What would persuade you to sell a kidney to a stranger? For the Bangladeshi kidney sellers interviewed by Monir Moniruzzaman, an assistant professor in anthropology at Michigan State University, the answer was simple: poverty. An illegal organ trade in Bangladesh connects wealthy transplant seekers with poor people enticed, often with false promises, to sell parts of their bodies. Moniruzzaman uses the phrase "bioviolence" to describe the exploitation.
How much is a Bangladeshi's kidney worth? The average quoted price is $1,500. Yet an estimated 81 percent of the sellers don't even receive the money they were promised.
Organ brokers tell the story of "the sleeping kidney": One kidney sleeps, the other kidney works, so people don’t need two kidneys. Doctors turn on the sleeping kidneys and extract the old kidney and give it to the recipient. Doctors say a kidney operation is a routine procedure; it saves a life and there is no harm to the donors.The whole recruitment of donors is a package of deception, manipulating the Bangladeshi poor.
Those selling their kidneys often receive more-invasive surgery than necessary because buyers want to avoid the extra $200 cost. All sellers except one had a long scar about 15 to 20 inches long [38.1 to 50.8 centimeters] on their bodies. They did not know that if the brokers or recipients paid $200 more, the surgeons could have used laparoscopic surgery, which requires the incision as small as 3 or 4 inches [7.6 to 10.2 centimeters]. After the surgery, sellers experience physical problems like long-term back pain, an inability to pay for follow-up care, social stigma, difficulties working that aggravated their poverty, and psychological trauma.
There are many kidney patients who follow ethics and think of organ trafficking as an illegal, unethical act. They have access to it and they decline to take that route in life. But many recipients in are unable to get donations from family members or why put a family member at risk, rather, get a kidney from the market because the market is out there. The price is the price of a laptop.
Organ trafficking is the commercialisation of medicine: More transplants mean more profit. There are many good hospitals, but there are some private hospitals that turn a blind eye. How come they don't know when the broker is bringing in 10 sellers at a time? There is no interview; on paper, everything that is happening is a "donation", but in real life, it is selling and buying.
Adapted from this interview
Capitalism can indeed be described as vampire-like, sucking life from the poor.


§ **What to do**
Transcription, pictures excluded: write out the data below exactly.

§ **Dataset records**
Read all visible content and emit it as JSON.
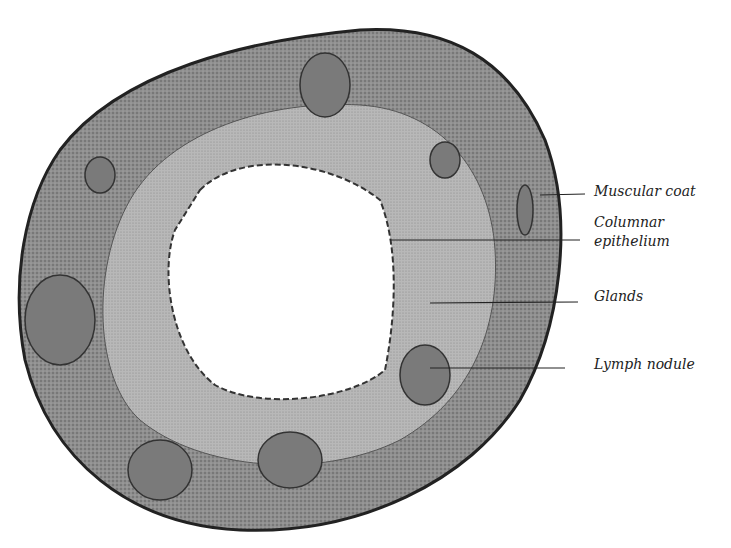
{
  "figure": {
    "labels": {
      "muscular_coat": "Muscular coat",
      "columnar_epithelium_1": "Columnar",
      "columnar_epithelium_2": "epithelium",
      "glands": "Glands",
      "lymph_nodule": "Lymph nodule"
    },
    "colors": {
      "ink": "#222222",
      "tissue_dark": "#6a6a6a",
      "tissue_mid": "#9a9a9a",
      "tissue_light": "#c8c8c8",
      "lumen": "#ffffff"
    }
  }
}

§ **The completed task**
Read all visible content and emit it as JSON.
{
  "figure": {
    "labels": {
      "muscular_coat": "Muscular coat",
      "columnar_epithelium_1": "Columnar",
      "columnar_epithelium_2": "epithelium",
      "glands": "Glands",
      "lymph_nodule": "Lymph nodule"
    },
    "colors": {
      "ink": "#222222",
      "tissue_dark": "#6a6a6a",
      "tissue_mid": "#9a9a9a",
      "tissue_light": "#c8c8c8",
      "lumen": "#ffffff"
    }
  }
}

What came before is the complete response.